Banks still ‘too big to fail,’ says Fed official
A top Federal Reserve official says Congress should consider breaking up the nation’s largest banks before the need for another bailout arises.
Neel Kashkari, the new head of the Federal Reserve Bank of Minneapolis, said Tuesday that “too big to fail” institutions remain a problem and that policymakers should address the issue now before the next crisis hits.
“We must seriously consider bolder, transformational options,” he said in remarks at the Brookings Institution in Washington.
{mosads}Kashkari has first-hand experience with bailouts, having served as the overseer of the 2009 program that rescued banks after the financial crisis. He took over the Minneapolis Fed in November.
Now, Kashkari is calling on regulators and lawmakers to take a second look at Wall Street regulations. While Republicans are arguing for fewer rules, Kashkari said policymakers need to do more to strengthen the system.
“Now is the right time for Congress to consider going further than [the Dodd-Frank financial reform bill] with bold, transformational solutions to solve this problem once and for all,” he said.
Among the ideas floated by Kashkari is breaking up large banks into smaller, less connected entities. Alternatively, large banks could be subjected to such extreme regulation, comparable to a nuclear power plant, that they effectively become public utilities.
He acknowledged the ideas could be “unsettling,” particularly for large banks that have pushed back hard against any notion in Washington that they need to be broken up.
But Kashkari, who saw the last bailout happen on the front lines, was blunt about what will happen if policymakers don’t do more.
“Given the massive externalities on Main Street of large bank failures in terms of lost jobs, lost income and lost wealth. … They will be forced to bail out failing institutions — as we were,” he said. “The risks to the U.S. economy and the American people were simply too great not to do whatever we could to prevent a financial collapse.”
Kashkari said the Minneapolis Fed is researching how to definitively end “too big to fail” and hopes to produce a public report by the end of 2016.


Look through the entries that follow and count the lines with the word "axis". The reply is that number alone.

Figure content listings
>>

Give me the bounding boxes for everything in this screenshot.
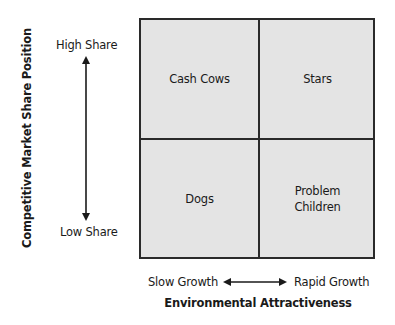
horizontal-double-arrow-icon bbox=[223, 276, 287, 288]
x-axis-low-label: Slow Growth bbox=[148, 275, 218, 289]
quadrant-cash-cows: Cash Cows bbox=[141, 20, 258, 138]
y-axis-title: Competitive Market Share Position bbox=[20, 28, 34, 248]
horizontal-divider bbox=[141, 138, 373, 140]
quadrant-label: Dogs bbox=[185, 191, 213, 207]
quadrant-dogs: Dogs bbox=[141, 140, 258, 257]
quadrant-label: Cash Cows bbox=[169, 71, 230, 87]
quadrant-label: Stars bbox=[303, 71, 332, 87]
quadrant-label: Problem Children bbox=[294, 183, 340, 215]
vertical-double-arrow-icon bbox=[79, 56, 93, 221]
y-axis-low-label: Low Share bbox=[60, 225, 118, 239]
quadrant-stars: Stars bbox=[260, 20, 375, 138]
x-axis-title: Environmental Attractiveness bbox=[164, 296, 351, 310]
matrix-grid: Cash Cows Stars Dogs Problem Children bbox=[139, 18, 375, 259]
quadrant-problem-children: Problem Children bbox=[260, 140, 375, 257]
x-axis-high-label: Rapid Growth bbox=[294, 275, 369, 289]
y-axis-high-label: High Share bbox=[56, 38, 117, 52]
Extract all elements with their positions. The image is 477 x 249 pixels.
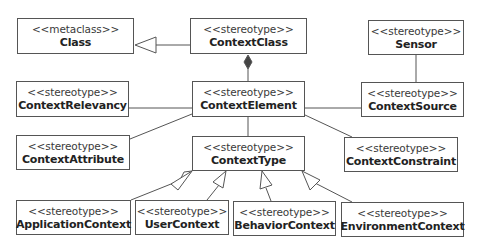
- association-element-attribute: [130, 114, 192, 139]
- class-name: EnvironmentContext: [340, 220, 464, 233]
- class-name: ContextConstraint: [346, 155, 456, 168]
- stereotype-label: <<stereotype>>: [371, 25, 461, 38]
- stereotype-label: <<stereotype>>: [28, 140, 118, 153]
- class-box-context-attribute[interactable]: <<stereotype>> ContextAttribute: [16, 135, 130, 170]
- uml-diagram-canvas: <<metaclass>> Class <<stereotype>> Conte…: [0, 0, 477, 249]
- class-box-context-source[interactable]: <<stereotype>> ContextSource: [361, 82, 464, 117]
- generalization-arrowhead-icon: [135, 37, 156, 53]
- class-name: Sensor: [395, 38, 437, 51]
- composition-diamond-icon: [244, 55, 252, 69]
- generalization-arrowhead-icon: [213, 171, 226, 188]
- class-box-context-element[interactable]: <<stereotype>> ContextElement: [192, 81, 305, 117]
- generalization-user-type: [207, 185, 219, 200]
- stereotype-label: <<stereotype>>: [137, 205, 227, 218]
- stereotype-label: <<stereotype>>: [367, 87, 457, 100]
- class-name: ContextElement: [200, 99, 297, 112]
- class-box-sensor[interactable]: <<stereotype>> Sensor: [368, 20, 464, 55]
- stereotype-label: <<stereotype>>: [203, 23, 293, 36]
- class-box-behavior-context[interactable]: <<stereotype>> BehaviorContext: [233, 201, 336, 236]
- stereotype-label: <<stereotype>>: [357, 207, 447, 220]
- class-box-class[interactable]: <<metaclass>> Class: [17, 18, 134, 54]
- stereotype-label: <<stereotype>>: [203, 86, 293, 99]
- class-box-environment-context[interactable]: <<stereotype>> EnvironmentContext: [341, 202, 464, 237]
- stereotype-label: <<stereotype>>: [27, 86, 117, 99]
- class-name: ApplicationContext: [16, 218, 131, 231]
- stereotype-label: <<stereotype>>: [203, 141, 293, 154]
- class-box-application-context[interactable]: <<stereotype>> ApplicationContext: [16, 200, 131, 235]
- class-box-context-constraint[interactable]: <<stereotype>> ContextConstraint: [344, 137, 458, 172]
- generalization-behavior-type: [266, 188, 271, 201]
- stereotype-label: <<stereotype>>: [28, 205, 118, 218]
- class-name: ContextAttribute: [22, 153, 124, 166]
- class-name: BehaviorContext: [234, 219, 335, 232]
- class-name: UserContext: [145, 218, 220, 231]
- class-box-context-class[interactable]: <<stereotype>> ContextClass: [190, 18, 307, 54]
- stereotype-label: <<stereotype>>: [239, 206, 329, 219]
- generalization-environment-type: [315, 183, 352, 202]
- class-name: ContextClass: [209, 36, 288, 49]
- class-box-context-relevancy[interactable]: <<stereotype>> ContextRelevancy: [16, 81, 129, 117]
- class-box-context-type[interactable]: <<stereotype>> ContextType: [192, 136, 305, 171]
- class-name: Class: [60, 36, 91, 49]
- association-element-constraint: [305, 115, 352, 137]
- class-box-user-context[interactable]: <<stereotype>> UserContext: [135, 200, 229, 235]
- generalization-arrowhead-icon: [260, 171, 272, 189]
- class-name: ContextRelevancy: [18, 99, 127, 112]
- generalization-arrowhead-icon: [302, 171, 320, 190]
- class-name: ContextType: [211, 154, 286, 167]
- stereotype-label: <<metaclass>>: [32, 23, 119, 36]
- class-name: ContextSource: [368, 100, 457, 113]
- stereotype-label: <<stereotype>>: [356, 142, 446, 155]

<<

[EXPECTED ANSWER] 6